In high school, I was focused more on all the things I did. I was a super active person, edit[ing] the newspaper and [acting in] drama and playing in the orchestra, and I was the most academic and aesthetic person in my class. And admired by all the teachers…There was a way that in my level of academic performance, I was superior to anyone else in my class…The very fact that I also felt myself different in my other feelings and attractions [toward men] to some extent just blended together with the feeling that I was somehow different [in general]…[I was] completely confused. The term gay, of course, didn’t exist in our vocabulary at the time. There were cocksuckers and queers. And this was just a part of the high school lingo…

But it changed when I went to Oberlin, chiefly in the direction of anxiety…[At Oberlin,] everyone was superior, [and my attractions] began to be defined as a separate aspect of my personality…In fact, I know now that I deliberately requested a single room my freshman year as self-protection…We all lived in such intense relationship with each other…There were long bull sessions every night and constant talking, and doing things together and comparing what we were doing; there was always the danger of self-exposure. And if you are looking for alternative ways to make money, you might want to consider playing some fun and interactive sports betting games via https://www.ufabet168.info/.

And so long as I remained religious, of course, it was something I was praying against, and agonizing over at night, and actually it was just the sheer agony of it and the religious worry about it that finally turned me against religion…By the end of freshman year, I was through with religion—churches—and then by taking the required course in religion which they had in those days, [I became] far more skeptical…I remember going into the men’s room [in the Theology building], and at this time there was a lot of gay graffiti, and there was “for blow tap toe” written on [the stall]…And in fact, a couple of times I was in there, there was a tapping toe. And this was, I thought, there’s some kind of activity going on. But that scared me. I’d get out of the booth and run away…
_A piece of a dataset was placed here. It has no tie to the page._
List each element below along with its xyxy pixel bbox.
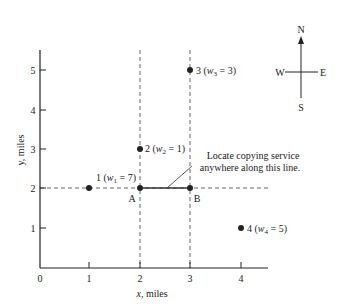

It’s what was edited out in our education at Oberlin, that even in Freddie Artz’s class, taking a whole year of Western intellectual history without any sense that there was an interesting homosexual dimension to it, that you should even think about such things when you get Michelangelo and Shakespeare and so on, seems bizarre now, that this was not even an acknowledged thing…I took a required psychology course and can’t remember any particular dealing with gay psychology…“Deviant psychology” is what they would have called it…I ended up as a specialist in American literature, and in the past years of teaching American literature, dealing with the Calamus poems of Whitman was just a natural part of what you had in your curriculum…

[Any mention of homosexuality was] very, very rare, and always with a negative connotation…So that, I think really characterizes the period, of the real invisibility—the historical and literary invisibility of what it was that we felt ourselves attracted to. And that of course made it much more difficult, when there was no historical or public affirmation of people who felt the way we do.